Regarding guidance, the company said that it expects revenues of $50 million to $60 million in each of the remaining quarters of the 2014 fiscal year. The consensus estimates for the third quarter call for an EPS loss of $0.03 on revenues of $53.07 million. For the full year, FuelCell Energy is expected to post an EPS loss of $0.13 on revenues of $203.5 million.
In some general remarks regarding the FuelCell’s Direct FuelCell power plant, the company said that “the market opportunity for on-site hydrogen generation includes both industrial applications as well as transportation fueling.” The firm has a pilot transportation fueling station running in the Los Angeles area and a plant in Wyoming is in the process of commissioning. Both use renewable biogas from a wastewater facility to produce heat and renewable hydrogen.
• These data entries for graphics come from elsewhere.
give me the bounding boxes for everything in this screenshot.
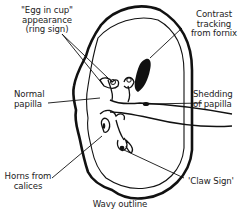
label-wavy-outline: Wavy outline: [88, 200, 152, 210]
label-shedding-papilla: Shedding of papilla: [193, 90, 241, 109]
leader-horns: [52, 136, 102, 178]
label-line: (ring sign): [4, 25, 90, 35]
label-line: Wavy outline: [88, 200, 152, 210]
label-egg-in-cup: "Egg in cup" appearance (ring sign): [4, 6, 90, 35]
leader-egg-2: [62, 34, 104, 86]
egg-ring: [127, 78, 131, 82]
label-line: 'Claw Sign': [182, 177, 240, 187]
label-line: papilla: [14, 100, 50, 110]
egg-ring: [111, 80, 116, 85]
label-horns-from-calices: Horns from calices: [2, 172, 54, 191]
label-claw-sign: 'Claw Sign': [182, 177, 240, 187]
calyx-dot: [103, 123, 106, 129]
upper-calices: [100, 78, 134, 103]
leader-contrast: [150, 28, 182, 58]
leader-egg-1: [62, 34, 108, 78]
label-contrast-tracking: Contrast tracking from fornix: [188, 10, 240, 39]
leader-claw: [124, 150, 184, 178]
label-line: from fornix: [188, 29, 240, 39]
label-line: of papilla: [193, 100, 241, 110]
label-line: calices: [2, 182, 54, 192]
contrast-tracking-blob: [135, 59, 151, 92]
claw-dot: [120, 146, 125, 150]
label-normal-papilla: Normal papilla: [14, 90, 50, 109]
During the company’s conference call, the CEO noted that FuelCell is transitioning its backlog of 89.1 megawatts from its previous line of kits and modules to turn-key power plant projects and long-term service agreements. This shift is not unlike the change some big solar panel makers underwent when they acquired downstream installation businesses to complement their manufacturing capabilities.
FuelCell had traded about half its daily volume of nearly 24 million shares late Wednesday morning, and the shares were trading down 9.3%, at $2.15 in a 52-week range of $1.10 to $4.74.